Both political parties have nominated their respective candidates for the November town elections. Of the four positions being filled, however, only one race is contested.
Skaneateles Democrats held a party caucus on Tuesday, Aug. 16, and nominated Nancy Murray as their candidate for town board and Tim Lynn as their candidate for town justice. Both positions are for four-year terms.
No candidate was named to run for the two-year town supervisor position or for the second of the two town board seats.
Murray is at the end of her first term on the town board, and is running unopposed.

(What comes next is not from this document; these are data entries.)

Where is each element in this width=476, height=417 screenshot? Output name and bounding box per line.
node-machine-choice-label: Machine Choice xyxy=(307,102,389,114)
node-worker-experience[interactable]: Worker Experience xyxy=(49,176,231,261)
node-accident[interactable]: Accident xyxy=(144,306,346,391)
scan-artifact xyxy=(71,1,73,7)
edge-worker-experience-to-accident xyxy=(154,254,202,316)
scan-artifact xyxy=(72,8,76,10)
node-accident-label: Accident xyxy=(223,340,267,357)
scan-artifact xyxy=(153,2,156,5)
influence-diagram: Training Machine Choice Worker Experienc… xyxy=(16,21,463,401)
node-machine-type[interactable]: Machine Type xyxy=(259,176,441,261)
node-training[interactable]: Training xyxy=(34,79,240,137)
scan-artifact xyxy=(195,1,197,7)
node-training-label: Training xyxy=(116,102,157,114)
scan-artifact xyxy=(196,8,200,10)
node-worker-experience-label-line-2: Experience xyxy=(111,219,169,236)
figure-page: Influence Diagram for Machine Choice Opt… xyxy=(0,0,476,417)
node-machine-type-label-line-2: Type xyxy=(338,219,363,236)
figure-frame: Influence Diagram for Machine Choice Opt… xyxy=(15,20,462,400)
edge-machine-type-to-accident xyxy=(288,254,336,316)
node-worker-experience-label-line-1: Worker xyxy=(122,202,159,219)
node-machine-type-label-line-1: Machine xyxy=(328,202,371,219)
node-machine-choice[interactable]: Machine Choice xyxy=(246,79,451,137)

Lynn, a Skaneateles resident, is a practicing attorney with Green & Seifter Attorneys in Syracuse, and running for a first term on the justice court.
The Skaneateles Republican Committee the previous week endorsed as its candidates: Terri Roney for town supervisor, Jim Greenfield for town board and Kathleen Dell for town justice. All three are first-term incumbents running for reelection.
Roney and Greenfield are running unopposed.
Dell will face off against Lynn in November in the town’s only contested race.
In the coming weeks, the Press will run full candidate biographies and statements to help voters make their decisions.
In the county legislature, 6th district legislator Jim Rhinehart is not running for reelection. While both party primaries are not scheduled until Sept. 13, the candidates running to replace Rhinehart seem already to be lined up.
Toby Shelley, a road patrol sergeant with the Onondaga County Sheriff’s Department, has been endorsed by the Democrat, Working Families and Veterans parties. Shelley ran unsuccessfully for sheriff in 2010 against incumbent Republican Kevin Walsh.
Mike Plochocki, a former mayor of the village of Marcellus, has received the Republican and Independence Party endorsements.
Jason Emerson is editor of the Skaneateles Press. He can be reached at [email protected].